If followed, the recommendations from the AMA and ASPS could profoundly affect adolescents’ health. A major national analysis of gender-transition surgeries from 2016 to 2020 found 3,678 procedures performed on patients ages 12 to 18, including 405 who underwent genital surgery and 3,215 who had breast and chest surgeries.
Why It Matters: Christians watching these developments may be tempted toward one of two responses: triumphalism or cynicism. Triumphalism says, “We told you so! The medical establishment is finally catching up to what the Bible always said.” Cynicism says, “They’re only doing this because of political pressure and fear of lawsuits. Nothing has really changed.”
Although both impulses contain a grain of truth, a more interesting—and more biblical—response is to consider what it means when a society slowly rediscovers a truth it had suppressed.
Paul’s argument in Romans 1 is often cited in discussions about sexuality, but one dimension is particularly relevant here. Paul doesn’t describe humanity’s turn from God as a single catastrophic decision. Instead, he describes a process: “Although they knew God, they did not honor him as God or give thanks to him, but they became futile in their thinking, and their foolish hearts were darkened” (v. 21).
The progression is from knowledge to suppression to confusion. God’s response, repeated three times, is to give them up (vv. 24, 26, 28). God “gave them up” in the sense of allowing the internal logic of their error to play out until its consequences became undeniable.

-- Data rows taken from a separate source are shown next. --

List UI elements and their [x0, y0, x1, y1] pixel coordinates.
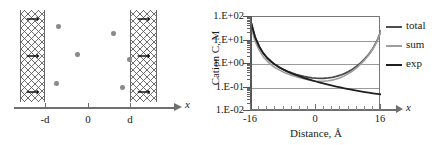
y-minor-tick: [247, 49, 251, 50]
x-minor-tick: [348, 106, 349, 110]
y-minor-tick: [247, 88, 251, 89]
x-minor-tick: [331, 106, 332, 110]
y-minor-tick: [247, 94, 251, 95]
schematic-x-axis-label: x: [185, 98, 190, 110]
plot-frame: [250, 16, 380, 110]
series-line-sum: [251, 26, 381, 81]
charge-arrow-icon: [137, 89, 150, 95]
figure-root: x -d0d x 1.E+021.E+011.E+001.E-011.E-02 …: [0, 0, 442, 145]
y-minor-tick: [247, 45, 251, 46]
x-axis-arrowhead: [396, 105, 403, 113]
x-minor-tick: [274, 106, 275, 110]
schematic-x-tick-label: -d: [35, 113, 55, 125]
chart-legend: totalsumexp: [386, 18, 442, 75]
y-minor-tick: [247, 28, 251, 29]
y-tick-label: 1.E-01: [198, 82, 244, 92]
x-major-tick: [315, 104, 316, 110]
y-tick-label: 1.E+00: [198, 58, 244, 68]
ion-marker: [127, 57, 132, 62]
y-minor-tick: [247, 67, 251, 68]
series-line-exp: [251, 22, 381, 94]
y-minor-tick: [247, 64, 251, 65]
schematic-x-tick-label: 0: [78, 113, 98, 125]
legend-swatch: [386, 26, 402, 28]
series-curves: [251, 17, 381, 111]
legend-item: total: [386, 18, 442, 37]
x-minor-tick: [291, 106, 292, 110]
y-minor-tick: [247, 43, 251, 44]
y-minor-tick: [247, 56, 251, 57]
x-minor-tick: [258, 106, 259, 110]
ion-marker: [120, 85, 125, 90]
y-minor-tick: [247, 17, 251, 18]
x-axis-title: Distance, Å: [252, 127, 380, 139]
y-minor-tick: [247, 21, 251, 22]
schematic-x-axis-line: [14, 107, 176, 109]
y-minor-tick: [247, 72, 251, 73]
x-minor-tick: [283, 106, 284, 110]
y-minor-tick: [247, 99, 251, 100]
y-minor-tick: [247, 23, 251, 24]
right-membrane-slab: [130, 10, 157, 102]
y-minor-tick: [247, 68, 251, 69]
x-major-tick: [250, 104, 251, 110]
legend-item: sum: [386, 37, 442, 56]
y-minor-tick: [247, 42, 251, 43]
x-axis-arrow-label: x: [406, 101, 411, 113]
schematic-x-tick: [88, 103, 89, 109]
y-minor-tick: [247, 96, 251, 97]
x-tick-label: -16: [236, 113, 264, 124]
ion-marker: [56, 24, 61, 29]
y-minor-tick: [247, 25, 251, 26]
x-major-tick: [380, 104, 381, 110]
y-minor-tick: [247, 41, 251, 42]
left-membrane-slab: [20, 10, 45, 102]
y-axis-title: Cation C, M: [209, 16, 221, 100]
y-minor-tick: [247, 52, 251, 53]
y-minor-tick: [247, 75, 251, 76]
x-minor-tick: [266, 106, 267, 110]
x-tick-label: 0: [301, 113, 329, 124]
legend-item: exp: [386, 56, 442, 75]
y-tick-label: 1.E+01: [198, 35, 244, 45]
legend-label: total: [406, 19, 426, 31]
y-minor-tick: [247, 32, 251, 33]
charge-arrow-icon: [26, 89, 39, 95]
y-minor-tick: [247, 20, 251, 21]
legend-swatch: [386, 45, 402, 47]
x-minor-tick: [299, 106, 300, 110]
schematic-x-tick: [130, 103, 131, 109]
series-line-total: [251, 22, 381, 78]
charge-arrow-icon: [26, 53, 39, 59]
y-minor-tick: [247, 18, 251, 19]
charge-arrow-icon: [137, 53, 150, 59]
y-major-tick: [243, 110, 250, 111]
schematic-x-tick: [45, 103, 46, 109]
charge-arrow-icon: [26, 16, 39, 22]
x-minor-tick: [372, 106, 373, 110]
x-minor-tick: [339, 106, 340, 110]
y-tick-label: 1.E+02: [198, 11, 244, 21]
legend-label: exp: [406, 57, 422, 69]
y-minor-tick: [247, 70, 251, 71]
x-minor-tick: [307, 106, 308, 110]
y-minor-tick: [247, 65, 251, 66]
x-minor-tick: [356, 106, 357, 110]
x-minor-tick: [323, 106, 324, 110]
y-minor-tick: [247, 89, 251, 90]
legend-label: sum: [406, 38, 424, 50]
ion-marker: [54, 81, 59, 86]
ion-marker: [75, 52, 80, 57]
concentration-chart-panel: x 1.E+021.E+011.E+001.E-011.E-02 -16016 …: [200, 0, 442, 145]
y-minor-tick: [247, 90, 251, 91]
schematic-x-tick-label: d: [120, 113, 140, 125]
y-minor-tick: [247, 92, 251, 93]
ion-marker: [111, 31, 116, 36]
schematic-panel: x -d0d: [0, 0, 200, 145]
y-minor-tick: [247, 47, 251, 48]
legend-swatch: [386, 64, 402, 66]
y-minor-tick: [247, 79, 251, 80]
x-minor-tick: [364, 106, 365, 110]
x-tick-label: 16: [366, 113, 394, 124]
charge-arrow-icon: [137, 16, 150, 22]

What we’re witnessing in the medical community may be the tail end of that process. This is less a revival of morality and more a reality check imposed by biology. The consequences of intervening on children’s bodies with inadequate evidence and incomplete consent have become nearly impossible to suppress. The complications, the regret, and the lawsuits are the natural results of a framework that prioritizes ideological affirmation over the welfare of children. The medical establishment is running into the guardrails that God built into the created order.
Proverbs tell us that “whoever isolates himself seeks his own desire; he breaks out against all sound judgment” (18:1). For years, gender medicine operated in exactly this kind of isolation—a closed ecosystem of activist doctors, compliant review boards, and intimidated dissenters. What the AMA and ASPS announcements represent is a small crack in that isolation.

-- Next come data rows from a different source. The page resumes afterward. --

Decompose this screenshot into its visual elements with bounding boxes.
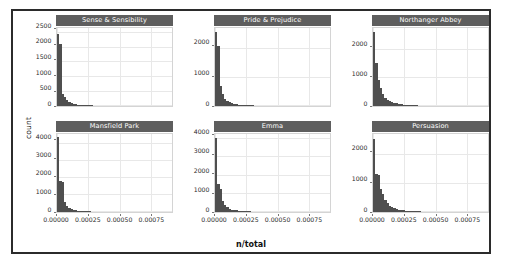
x-tick-mark <box>278 214 279 216</box>
panel-inner <box>215 134 330 212</box>
gridline-vertical <box>120 28 121 106</box>
y-tick-mark <box>370 46 372 47</box>
y-tick-label: 1000 <box>185 187 213 193</box>
facet-panel-mansfield-park: Mansfield Park010002000300040000.000000.… <box>27 121 175 225</box>
facet-strip-label-pride-prejudice: Pride & Prejudice <box>214 15 331 26</box>
x-tick-label: 0.00075 <box>297 216 323 223</box>
plot-panel-emma <box>214 133 331 213</box>
gridline-horizontal <box>373 154 488 155</box>
y-tick-label: 1500 <box>27 54 55 60</box>
x-tick-mark <box>120 214 121 216</box>
y-tick-label: 0 <box>343 101 371 107</box>
x-tick-label: 0.00000 <box>359 216 385 223</box>
facet-panel-northanger-abbey: Northanger Abbey010002000 <box>343 15 491 119</box>
x-tick-mark <box>309 214 310 216</box>
x-tick-mark <box>467 214 468 216</box>
y-tick-label: 2000 <box>27 38 55 44</box>
gridline-vertical <box>246 134 247 212</box>
y-tick-label: 0 <box>27 101 55 107</box>
gridline-vertical <box>278 28 279 106</box>
y-tick-label: 2000 <box>343 145 371 151</box>
y-tick-label: 4000 <box>185 129 213 135</box>
gridline-vertical <box>404 28 405 106</box>
panel-inner <box>57 28 172 106</box>
x-axis-ticks: 0.000000.000250.000500.00075 <box>56 214 173 225</box>
y-tick-label: 0 <box>185 101 213 107</box>
y-tick-mark <box>54 75 56 76</box>
plot-panel-northanger-abbey <box>372 27 489 107</box>
x-tick-mark <box>404 214 405 216</box>
facet-row-top: Sense & Sensibility05001000150020002500P… <box>13 15 489 119</box>
facet-panel-pride-prejudice: Pride & Prejudice010002000 <box>185 15 333 119</box>
x-tick-label: 0.00050 <box>107 216 133 223</box>
panel-inner <box>215 28 330 106</box>
gridline-horizontal <box>373 183 488 184</box>
panel-inner <box>57 134 172 212</box>
y-tick-mark <box>54 28 56 29</box>
y-tick-mark <box>212 45 214 46</box>
gridline-vertical <box>309 28 310 106</box>
y-tick-label: 1000 <box>185 70 213 76</box>
panel-inner <box>373 134 488 212</box>
y-tick-mark <box>212 193 214 194</box>
facet-panel-emma: Emma010002000300040000.000000.000250.000… <box>185 121 333 225</box>
y-tick-label: 1000 <box>27 70 55 76</box>
x-axis-ticks: 0.000000.000250.000500.00075 <box>372 214 489 225</box>
facet-strip-label-sense-sensibility: Sense & Sensibility <box>56 15 173 26</box>
gridline-vertical <box>467 28 468 106</box>
y-tick-mark <box>212 76 214 77</box>
panel-inner <box>373 28 488 106</box>
facet-strip-label-persuasion: Persuasion <box>372 121 489 132</box>
y-tick-mark <box>54 139 56 140</box>
gridline-vertical <box>120 134 121 212</box>
x-axis-ticks: 0.000000.000250.000500.00075 <box>214 214 331 225</box>
facet-panel-persuasion: Persuasion0100020000.000000.000250.00050… <box>343 121 491 225</box>
gridline-vertical <box>88 28 89 106</box>
x-axis-title: n/total <box>13 240 489 249</box>
y-tick-mark <box>54 176 56 177</box>
gridline-vertical <box>467 134 468 212</box>
gridline-horizontal <box>57 143 172 144</box>
y-tick-label: 0 <box>27 207 55 213</box>
y-tick-label: 1000 <box>343 71 371 77</box>
x-tick-label: 0.00025 <box>391 216 417 223</box>
x-tick-label: 0.00025 <box>75 216 101 223</box>
plot-panel-mansfield-park <box>56 133 173 213</box>
y-tick-mark <box>370 106 372 107</box>
gridline-horizontal <box>57 76 172 77</box>
gridline-vertical <box>88 134 89 212</box>
gridline-vertical <box>436 134 437 212</box>
y-tick-label: 2000 <box>343 41 371 47</box>
gridline-vertical <box>151 28 152 106</box>
y-tick-mark <box>212 106 214 107</box>
gridline-horizontal <box>215 48 330 49</box>
gridline-vertical <box>278 134 279 212</box>
y-tick-label: 1000 <box>27 189 55 195</box>
gridline-vertical <box>309 134 310 212</box>
y-tick-mark <box>212 134 214 135</box>
facet-strip-label-emma: Emma <box>214 121 331 132</box>
gridline-horizontal <box>215 193 330 194</box>
y-tick-label: 1000 <box>343 176 371 182</box>
y-tick-mark <box>212 173 214 174</box>
y-tick-mark <box>212 212 214 213</box>
facet-strip-label-northanger-abbey: Northanger Abbey <box>372 15 489 26</box>
facet-panel-sense-sensibility: Sense & Sensibility05001000150020002500 <box>27 15 175 119</box>
gridline-horizontal <box>57 32 172 33</box>
y-tick-label: 2500 <box>27 23 55 29</box>
y-tick-mark <box>370 76 372 77</box>
x-tick-mark <box>88 214 89 216</box>
plot-panel-persuasion <box>372 133 489 213</box>
y-tick-label: 3000 <box>27 152 55 158</box>
gridline-vertical <box>246 28 247 106</box>
y-tick-label: 0 <box>343 207 371 213</box>
y-tick-mark <box>54 212 56 213</box>
y-tick-mark <box>212 154 214 155</box>
gridline-horizontal <box>57 91 172 92</box>
gridline-horizontal <box>215 77 330 78</box>
gridline-vertical <box>404 134 405 212</box>
x-tick-mark <box>246 214 247 216</box>
plot-panel-pride-prejudice <box>214 27 331 107</box>
y-tick-mark <box>370 212 372 213</box>
facet-strip-label-mansfield-park: Mansfield Park <box>56 121 173 132</box>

Sound judgment is finally reasserting itself, not because the medical establishment has suddenly embraced the Creator’s design but because biological reality is stubborn and hard to ignore.
Because Christians care about the welfare of children, this is a moment for gratitude and continued vigilance. The Williams Institute estimates there are 300,000 transgender-identifying youth in the United States, many of whom live in states where these procedures are accessible and even encouraged. Every young person given room to grow rather than rushed to the operating table is a child who hasn’t been locked into a decision her or she can’t undo.
But vigilance remains necessary because the underlying ideology hasn’t changed. The AMA still affirms the broader framework of gender-transition treatments. Puberty blockers and cross-sex hormones—which carry their own serious risks to fertility, bone density, and cognitive development—remain endorsed for minors by most medical groups in the United States. This means the struggle over what is allowed to be done to children’s bodies isn’t over; it has simply moved to a new line.
The underlying ideology has, unfortunately, not changed. But reality is patient. Every year that passes without long-term data vindicating these interventions is another year the truth has room to seep into the American conscience. Of course, we Christians shouldn’t be surprised by this, for we serve a God who built the world to testify about itself. And the testimony of the body, however long suppressed, will not stay silent forever.